> TASK INSTRUCTIONS
Omit all pictures. Reproduce exactly the lines from the first line of the records below through the line with "The image size is (970, 560).".
MATERIAL SHOWN below:
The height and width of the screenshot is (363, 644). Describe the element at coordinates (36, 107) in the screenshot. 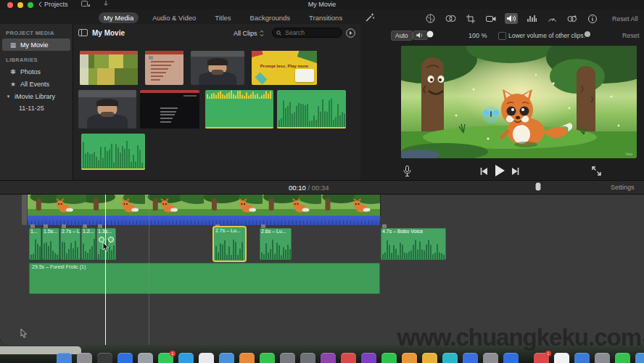

I see `sidebar-item-11-11-25: 11-11-25` at that location.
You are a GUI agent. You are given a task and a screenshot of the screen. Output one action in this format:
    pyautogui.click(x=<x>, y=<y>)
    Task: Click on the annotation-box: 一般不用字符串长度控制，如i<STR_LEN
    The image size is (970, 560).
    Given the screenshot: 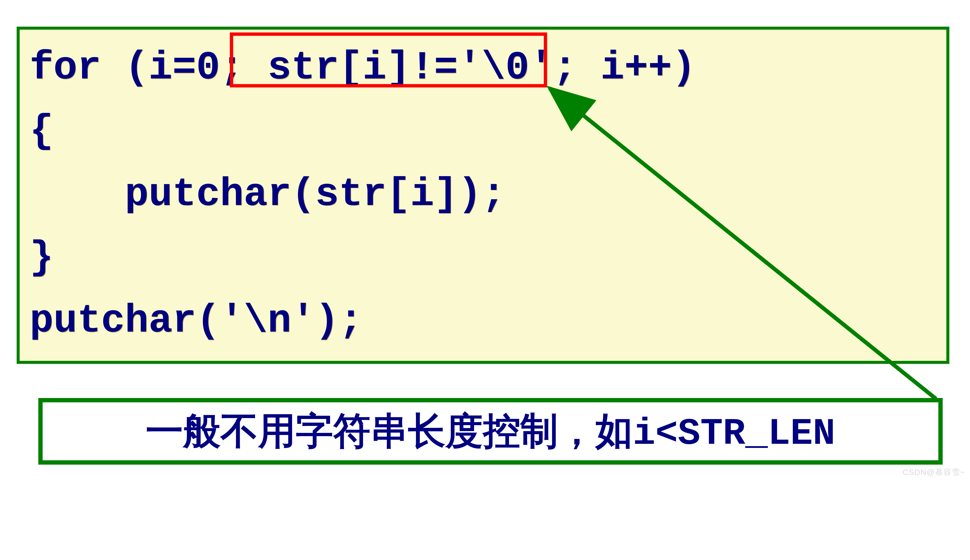 What is the action you would take?
    pyautogui.click(x=490, y=432)
    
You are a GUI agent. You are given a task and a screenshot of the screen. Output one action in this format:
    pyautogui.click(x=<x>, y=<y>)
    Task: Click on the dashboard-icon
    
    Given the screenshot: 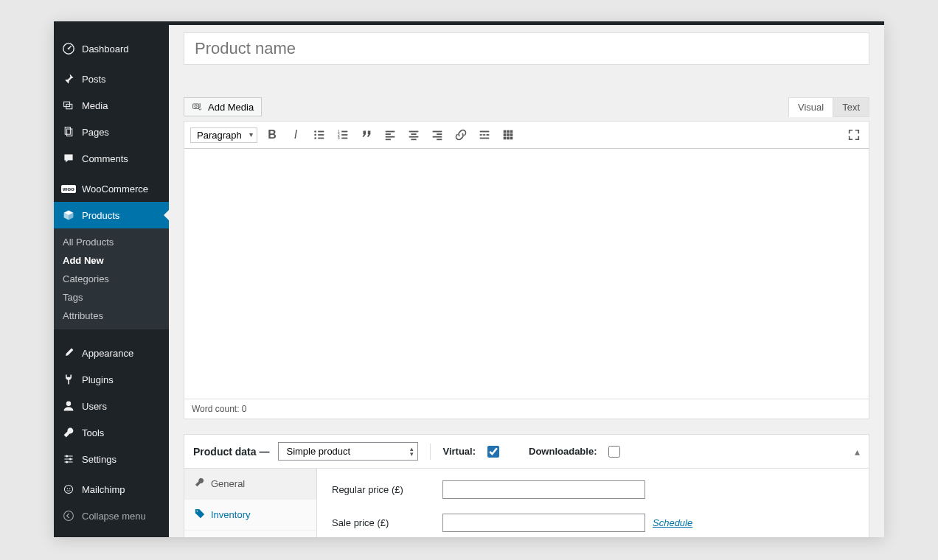 What is the action you would take?
    pyautogui.click(x=69, y=49)
    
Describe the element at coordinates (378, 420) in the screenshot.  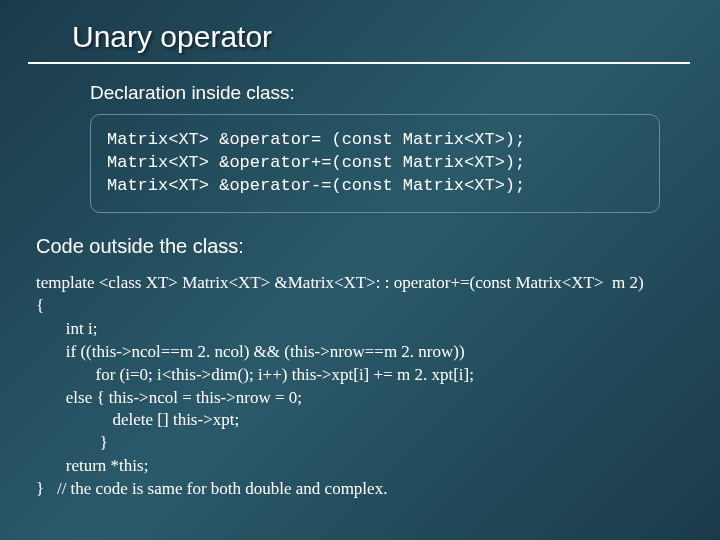
I see `code-line: delete [] this->xpt;` at that location.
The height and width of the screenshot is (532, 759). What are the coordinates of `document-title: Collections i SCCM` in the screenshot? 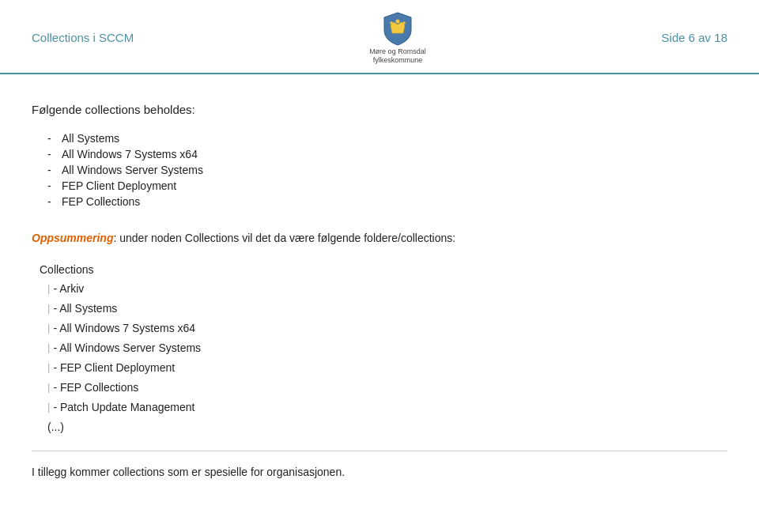 It's located at (82, 38).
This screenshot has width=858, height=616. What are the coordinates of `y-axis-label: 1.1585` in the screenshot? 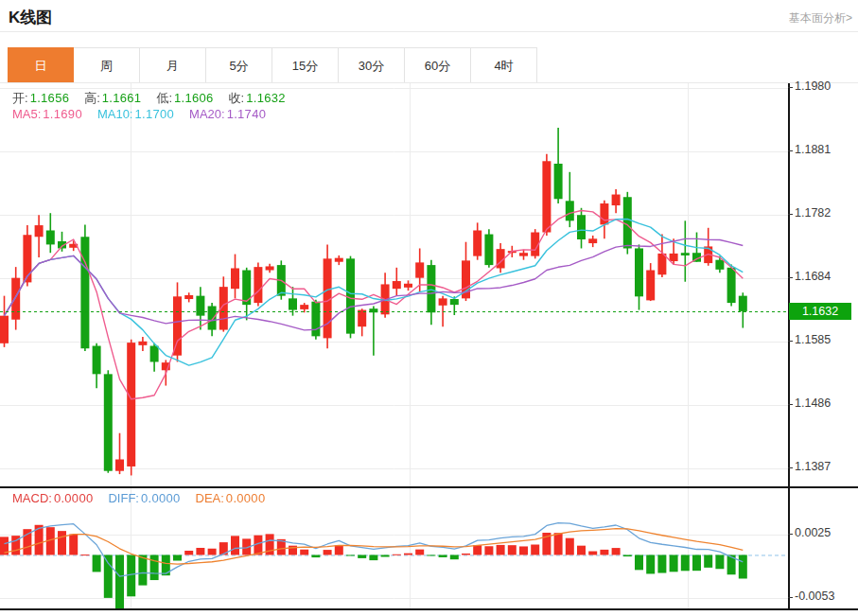 It's located at (813, 340).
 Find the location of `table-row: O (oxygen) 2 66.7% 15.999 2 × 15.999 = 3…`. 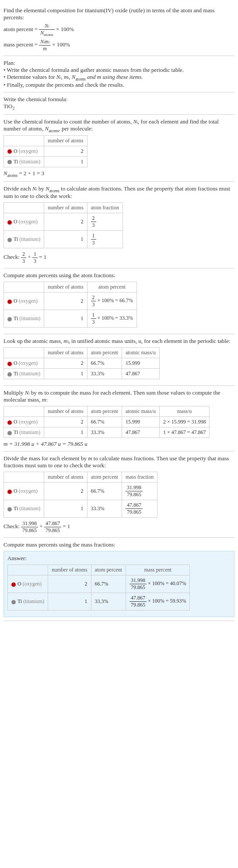

table-row: O (oxygen) 2 66.7% 15.999 2 × 15.999 = 3… is located at coordinates (107, 422).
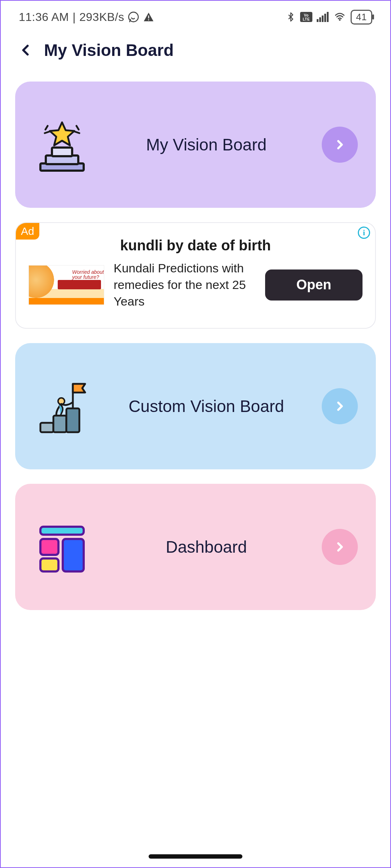  I want to click on ad-card: Ad i kundli by date of birth Worried abo…, so click(196, 276).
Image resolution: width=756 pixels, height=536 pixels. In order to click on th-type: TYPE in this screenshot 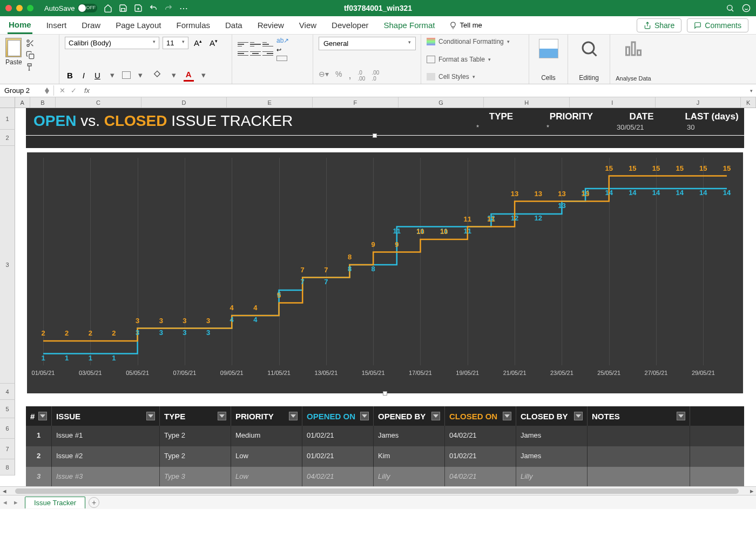, I will do `click(195, 416)`.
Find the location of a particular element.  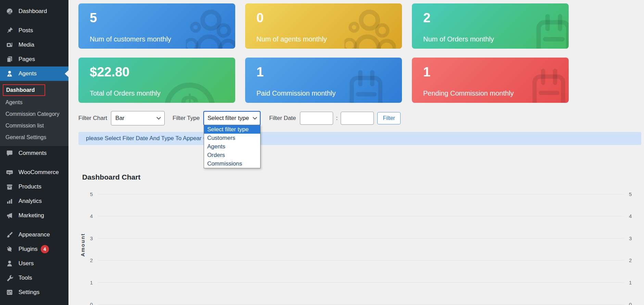

sidebar-item-label: Posts is located at coordinates (26, 30).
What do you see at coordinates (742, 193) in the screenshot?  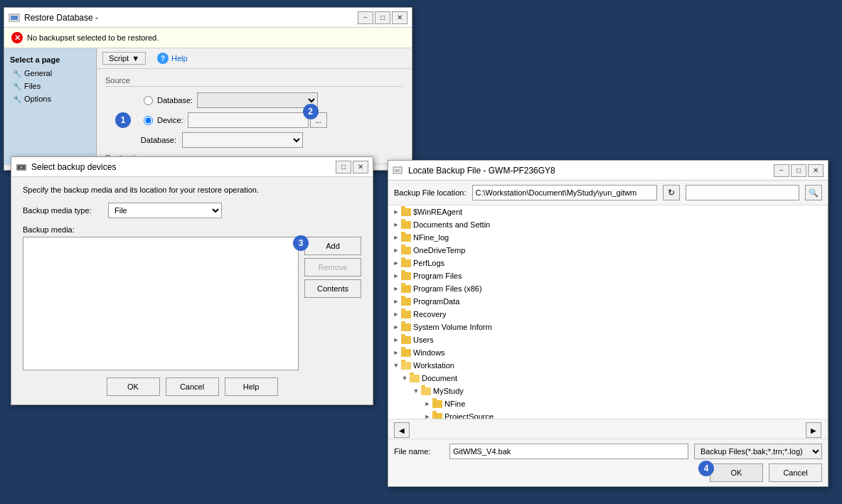 I see `search-input` at bounding box center [742, 193].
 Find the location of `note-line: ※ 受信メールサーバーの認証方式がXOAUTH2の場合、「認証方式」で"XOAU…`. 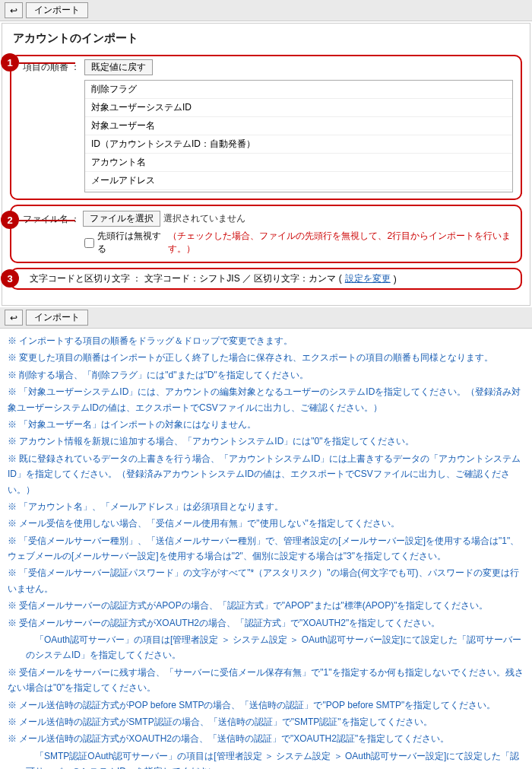

note-line: ※ 受信メールサーバーの認証方式がXOAUTH2の場合、「認証方式」で"XOAU… is located at coordinates (266, 623).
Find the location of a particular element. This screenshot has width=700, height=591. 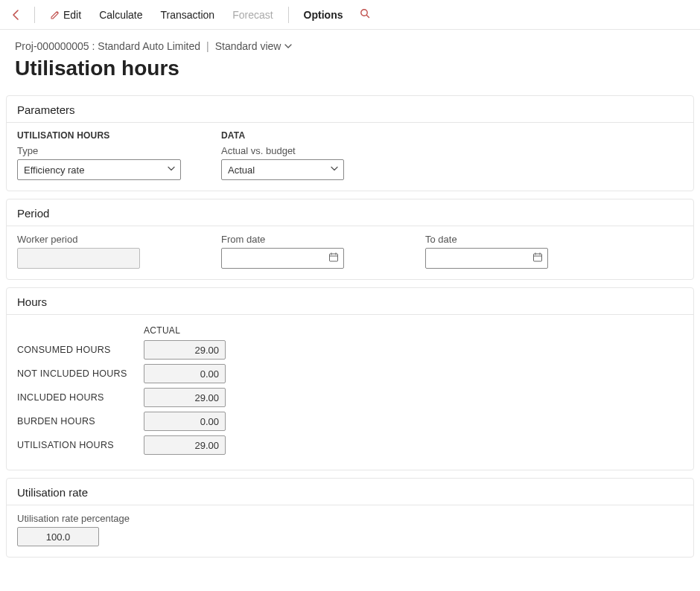

group-label-hours: UTILISATION HOURS is located at coordinates (110, 135).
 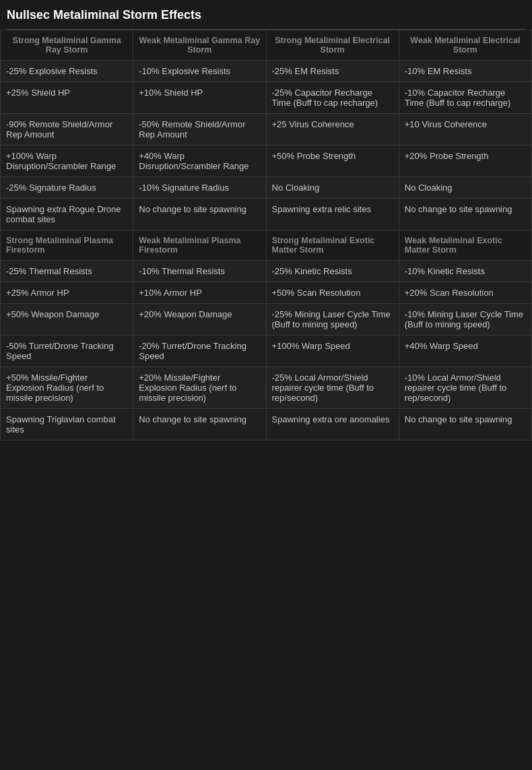 I want to click on table-cell: Spawning extra ore anomalies, so click(x=333, y=424).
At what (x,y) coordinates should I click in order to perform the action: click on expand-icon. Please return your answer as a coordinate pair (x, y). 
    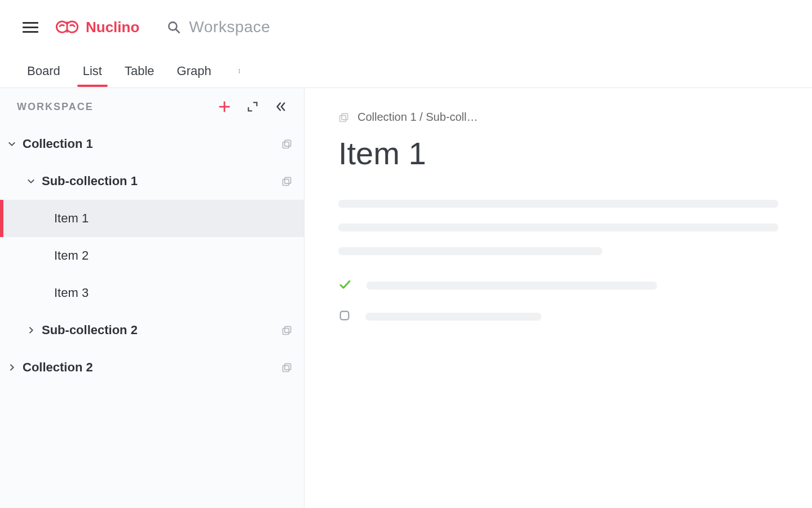
    Looking at the image, I should click on (253, 107).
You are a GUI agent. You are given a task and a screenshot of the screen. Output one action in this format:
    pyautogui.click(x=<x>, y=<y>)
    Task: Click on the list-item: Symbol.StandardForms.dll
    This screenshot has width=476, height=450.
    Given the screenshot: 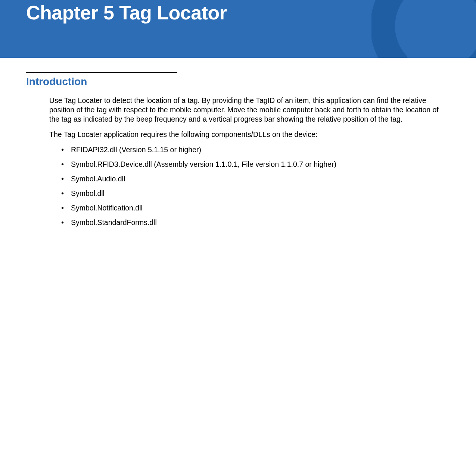 What is the action you would take?
    pyautogui.click(x=252, y=222)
End of MATERIAL SHOWN.
> OUTPUT FOR THIS TASK
The height and width of the screenshot is (363, 644). Describe the element at coordinates (36, 107) in the screenshot. 

I see `sidebar-item-11-11-25: 11-11-25` at that location.
You are a GUI agent. You are given a task and a screenshot of the screen. Output one action in this format:
    pyautogui.click(x=<x>, y=<y>)
    Task: Click on the annotation-box: 一般不用字符串长度控制，如i<STR_LEN
    The image size is (970, 560).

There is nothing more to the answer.